Your startup needs a POV people can’t ignore

Why every great go-to-market starts with what you believe, not what you sell.

tl;dr

A bland POV turns your startup into a game of telephone. Misheard. Misaligned. Off-message.

A sharp, unforgettable pov should be the spine of your strategy. Without it, your team drifts, your message blurs, and your market forgets you.

A founders vision ≠ POV

Many founders and GTM leaders mistake vision for clarity. They write a tagline, a mission, a deck, and assume everyone is on the same page. But clarity isn’t what you say once. 

Clarity is what gets repeated without distortion. 

That’s the job of a POV.

Don’t start with a strategy. Start with clarity. 

And clarity starts when your POV resonates with your audience.

A POV is not… 

  • Your mission

  • Your tagline

  • Positioning

A POV is…

  • What you believe the world gets wrong and how you plan to make it right

  • The lens that shapes how the world sees the problem, your role in it, and the shift you’re here to lead

  • The throughline that tells your team what to build, your buyers what to expect, and your market how to think

Without this spine, even the smartest GTM teams spin their wheels. 

Every new hire, campaign, and customer touchpoint becomes a new interpretation of “what we do” and “why it matters.”

It creates misalignment. 

Think about it. How can your team stay aligned if no one is anchored in the same core belief?

It’s not your fault. Frameworks and playbooks promised if you followed “a few simple steps,” success would follow.

When the pressure’s on, teams check boxes. If you’ve launched a product, you know the drill:

  • Positioning? ✅ The [solution] for [persona] in [industry] focused on [JTBD]...

  • Website copy? ✅

  • Sales enablement? ✅

But without a clear POV, it’s like baking bread without yeast. It cooks but doesn’t rise. Or eating a calorie-packed meal void of nutrition. You get full, but it doesn’t serve as fuel.

Unprepared, everyone improvises:

  • Product chases shiny new features customers haven’t asked for.

  • Marketing produces noise that adds to LinkedIn cacophony.

  • Sales spins a story that fits the room.

It’s death by dilution. And worst of all?

You won’t even see it happening. Like the turkey from Christmas Vacation.

A POV aligns people and pulls prospects in

One B2B startup I advised had a brilliant founder and a great product. But every team described the company differently:

  • Sales said AI automation

  • Marketing pushed process intelligence

  • The CEO wanted to coin a new category

Once we anchored around a single belief, everything snapped into place.
GTM synced. Messaging landed. Pipeline grew.

A strong POV is not a nice-to-have. It’s your multiplier.

  • It creates cohesion inside and conviction outside.

  • It tells your team where to push.

  • It tells your customers what to believe.

  • It tells your category what to expect next.

Test your POV before you go to market.

The POV Fit Test:

  1. Does it name a problem your buyer feels, not just understands?

  2. Does the team tell the same story?

  3. Can people outside your org repeat your belief?

  4. Does it point to a shift only you can deliver?

  5. Are product, marketing, and sales aligned on what change you’re driving?

  6. Do customers echo it back to you?

  7. Can every function apply it in real decisions?

  8. Can a new hire explain it in one sentence?

If the answers are vague, generic, or uncertain, you’re not ready.

Iterate your POV until it passes the fit test.

Your POV isn’t what you say. 

It’s what they repeat.

Next up: how to actually build a POV worth repeating.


#### WORK TO BE COMPLETED:
Copy out each line of the listing below in which the string "JSON" occurs.

===============

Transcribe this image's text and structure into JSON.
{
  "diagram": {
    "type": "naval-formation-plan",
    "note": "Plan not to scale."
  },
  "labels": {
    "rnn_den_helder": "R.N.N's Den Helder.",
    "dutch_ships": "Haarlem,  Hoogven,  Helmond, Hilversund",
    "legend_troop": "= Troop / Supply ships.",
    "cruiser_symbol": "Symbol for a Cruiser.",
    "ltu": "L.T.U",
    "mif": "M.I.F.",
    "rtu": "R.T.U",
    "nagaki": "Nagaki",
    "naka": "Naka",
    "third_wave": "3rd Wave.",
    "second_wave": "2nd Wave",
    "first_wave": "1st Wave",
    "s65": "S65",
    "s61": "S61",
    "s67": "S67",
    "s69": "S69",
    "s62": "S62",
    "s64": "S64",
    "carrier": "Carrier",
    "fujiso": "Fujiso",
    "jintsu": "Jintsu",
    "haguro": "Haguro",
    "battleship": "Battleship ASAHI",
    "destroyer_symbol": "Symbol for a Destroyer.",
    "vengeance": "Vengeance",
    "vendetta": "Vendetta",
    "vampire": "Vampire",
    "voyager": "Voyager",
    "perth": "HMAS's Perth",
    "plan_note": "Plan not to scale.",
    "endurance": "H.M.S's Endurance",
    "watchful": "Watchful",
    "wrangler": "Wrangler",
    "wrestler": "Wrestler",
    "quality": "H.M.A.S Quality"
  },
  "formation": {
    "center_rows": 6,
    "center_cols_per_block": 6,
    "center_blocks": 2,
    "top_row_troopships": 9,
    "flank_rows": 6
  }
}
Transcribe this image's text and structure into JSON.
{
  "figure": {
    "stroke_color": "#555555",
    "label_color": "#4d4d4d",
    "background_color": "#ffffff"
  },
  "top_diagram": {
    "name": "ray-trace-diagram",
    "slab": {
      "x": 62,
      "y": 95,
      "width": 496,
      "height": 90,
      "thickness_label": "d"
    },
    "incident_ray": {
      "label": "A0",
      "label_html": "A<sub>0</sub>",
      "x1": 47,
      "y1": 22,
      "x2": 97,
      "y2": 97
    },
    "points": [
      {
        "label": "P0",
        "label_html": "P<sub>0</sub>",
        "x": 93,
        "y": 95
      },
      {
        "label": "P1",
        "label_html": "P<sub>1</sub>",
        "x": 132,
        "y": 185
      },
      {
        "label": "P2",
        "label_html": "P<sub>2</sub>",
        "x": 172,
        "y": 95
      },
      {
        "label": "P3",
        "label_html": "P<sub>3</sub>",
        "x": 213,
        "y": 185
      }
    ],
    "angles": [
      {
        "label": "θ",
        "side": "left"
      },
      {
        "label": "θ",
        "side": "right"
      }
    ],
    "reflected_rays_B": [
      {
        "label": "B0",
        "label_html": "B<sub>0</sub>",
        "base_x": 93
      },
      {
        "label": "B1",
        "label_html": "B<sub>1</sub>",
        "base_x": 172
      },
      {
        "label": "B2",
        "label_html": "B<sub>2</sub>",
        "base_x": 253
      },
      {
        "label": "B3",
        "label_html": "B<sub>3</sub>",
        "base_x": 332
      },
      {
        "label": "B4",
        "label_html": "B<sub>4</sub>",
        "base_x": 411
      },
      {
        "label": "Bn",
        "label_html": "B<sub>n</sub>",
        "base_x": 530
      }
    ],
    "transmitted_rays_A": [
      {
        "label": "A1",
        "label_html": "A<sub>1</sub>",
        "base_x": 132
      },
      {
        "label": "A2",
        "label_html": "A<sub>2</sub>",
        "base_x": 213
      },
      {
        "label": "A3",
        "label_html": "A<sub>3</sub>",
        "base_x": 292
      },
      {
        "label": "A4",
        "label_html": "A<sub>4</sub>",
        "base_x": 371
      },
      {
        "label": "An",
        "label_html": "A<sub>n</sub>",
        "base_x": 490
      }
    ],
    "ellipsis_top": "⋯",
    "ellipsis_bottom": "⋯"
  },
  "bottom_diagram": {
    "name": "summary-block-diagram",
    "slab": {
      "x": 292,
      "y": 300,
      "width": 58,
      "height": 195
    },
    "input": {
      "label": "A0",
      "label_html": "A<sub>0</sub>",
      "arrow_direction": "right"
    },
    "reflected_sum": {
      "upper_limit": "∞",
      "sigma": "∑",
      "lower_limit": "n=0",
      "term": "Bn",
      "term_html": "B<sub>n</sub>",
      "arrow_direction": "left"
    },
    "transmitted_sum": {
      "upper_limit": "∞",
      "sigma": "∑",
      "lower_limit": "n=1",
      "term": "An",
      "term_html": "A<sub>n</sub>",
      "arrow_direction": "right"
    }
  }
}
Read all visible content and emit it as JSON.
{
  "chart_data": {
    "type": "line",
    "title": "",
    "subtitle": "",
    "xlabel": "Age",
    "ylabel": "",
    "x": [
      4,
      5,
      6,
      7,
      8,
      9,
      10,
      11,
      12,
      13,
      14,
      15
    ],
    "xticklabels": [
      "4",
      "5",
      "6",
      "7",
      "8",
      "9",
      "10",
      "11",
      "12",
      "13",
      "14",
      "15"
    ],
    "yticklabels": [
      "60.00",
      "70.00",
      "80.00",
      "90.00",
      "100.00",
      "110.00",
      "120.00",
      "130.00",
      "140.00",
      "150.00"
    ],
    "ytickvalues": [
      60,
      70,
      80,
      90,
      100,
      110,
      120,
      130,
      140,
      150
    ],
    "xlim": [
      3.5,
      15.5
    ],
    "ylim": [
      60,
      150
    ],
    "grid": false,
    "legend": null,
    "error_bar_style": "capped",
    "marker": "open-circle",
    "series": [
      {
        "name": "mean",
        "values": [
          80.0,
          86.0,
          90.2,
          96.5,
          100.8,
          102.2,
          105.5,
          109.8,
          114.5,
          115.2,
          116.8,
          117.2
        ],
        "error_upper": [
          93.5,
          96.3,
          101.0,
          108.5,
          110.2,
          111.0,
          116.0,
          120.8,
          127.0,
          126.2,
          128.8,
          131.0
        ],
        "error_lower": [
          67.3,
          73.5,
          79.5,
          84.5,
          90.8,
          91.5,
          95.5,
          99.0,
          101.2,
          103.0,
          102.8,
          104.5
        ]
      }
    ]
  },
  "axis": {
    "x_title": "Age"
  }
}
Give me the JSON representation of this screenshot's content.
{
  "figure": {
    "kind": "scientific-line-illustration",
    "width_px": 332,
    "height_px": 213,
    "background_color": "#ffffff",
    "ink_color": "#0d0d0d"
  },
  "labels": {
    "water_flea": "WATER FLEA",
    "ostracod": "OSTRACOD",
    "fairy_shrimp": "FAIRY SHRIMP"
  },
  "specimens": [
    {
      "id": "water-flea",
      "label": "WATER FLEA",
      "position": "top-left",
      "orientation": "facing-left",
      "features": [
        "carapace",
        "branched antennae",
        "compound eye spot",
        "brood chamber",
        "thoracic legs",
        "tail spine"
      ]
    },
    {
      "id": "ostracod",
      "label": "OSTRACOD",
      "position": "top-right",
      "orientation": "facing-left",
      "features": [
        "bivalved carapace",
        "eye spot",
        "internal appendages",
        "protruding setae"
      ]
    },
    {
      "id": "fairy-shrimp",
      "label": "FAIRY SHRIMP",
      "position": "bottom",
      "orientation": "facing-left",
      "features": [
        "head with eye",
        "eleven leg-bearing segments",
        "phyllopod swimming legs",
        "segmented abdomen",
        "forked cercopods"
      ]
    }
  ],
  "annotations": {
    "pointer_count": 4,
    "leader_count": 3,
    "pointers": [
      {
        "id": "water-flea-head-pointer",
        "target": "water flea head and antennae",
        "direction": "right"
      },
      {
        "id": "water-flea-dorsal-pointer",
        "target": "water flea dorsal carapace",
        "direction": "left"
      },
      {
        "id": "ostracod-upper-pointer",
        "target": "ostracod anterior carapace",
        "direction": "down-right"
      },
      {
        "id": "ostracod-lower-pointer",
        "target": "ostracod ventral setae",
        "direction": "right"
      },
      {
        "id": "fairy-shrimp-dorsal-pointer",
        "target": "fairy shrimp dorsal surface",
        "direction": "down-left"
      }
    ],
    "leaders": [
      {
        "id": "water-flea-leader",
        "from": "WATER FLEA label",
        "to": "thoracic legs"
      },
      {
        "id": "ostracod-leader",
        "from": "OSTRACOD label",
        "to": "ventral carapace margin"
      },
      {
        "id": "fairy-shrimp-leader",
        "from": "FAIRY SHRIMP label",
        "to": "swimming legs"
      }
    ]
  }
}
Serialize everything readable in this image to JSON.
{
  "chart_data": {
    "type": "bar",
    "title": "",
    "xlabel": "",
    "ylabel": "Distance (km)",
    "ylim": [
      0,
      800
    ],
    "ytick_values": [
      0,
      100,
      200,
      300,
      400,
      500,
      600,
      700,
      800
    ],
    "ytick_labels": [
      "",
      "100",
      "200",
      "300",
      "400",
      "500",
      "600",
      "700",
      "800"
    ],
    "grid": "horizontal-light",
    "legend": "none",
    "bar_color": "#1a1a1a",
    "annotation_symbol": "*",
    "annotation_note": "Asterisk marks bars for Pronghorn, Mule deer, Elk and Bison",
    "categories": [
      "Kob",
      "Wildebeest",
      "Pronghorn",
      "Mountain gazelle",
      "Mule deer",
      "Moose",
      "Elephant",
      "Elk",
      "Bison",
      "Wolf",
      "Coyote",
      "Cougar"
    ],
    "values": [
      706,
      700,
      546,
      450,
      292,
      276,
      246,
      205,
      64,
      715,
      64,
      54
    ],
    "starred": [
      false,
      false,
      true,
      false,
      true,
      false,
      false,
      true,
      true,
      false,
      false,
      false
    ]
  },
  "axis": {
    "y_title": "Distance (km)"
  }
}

===============

#### TASK RESPONSE:
Transcribe this image's text and structure into JSON.
Transcribe this image's text and structure into JSON.
Read all visible content and emit it as JSON.
Give me the JSON representation of this screenshot's content.
Serialize everything readable in this image to JSON.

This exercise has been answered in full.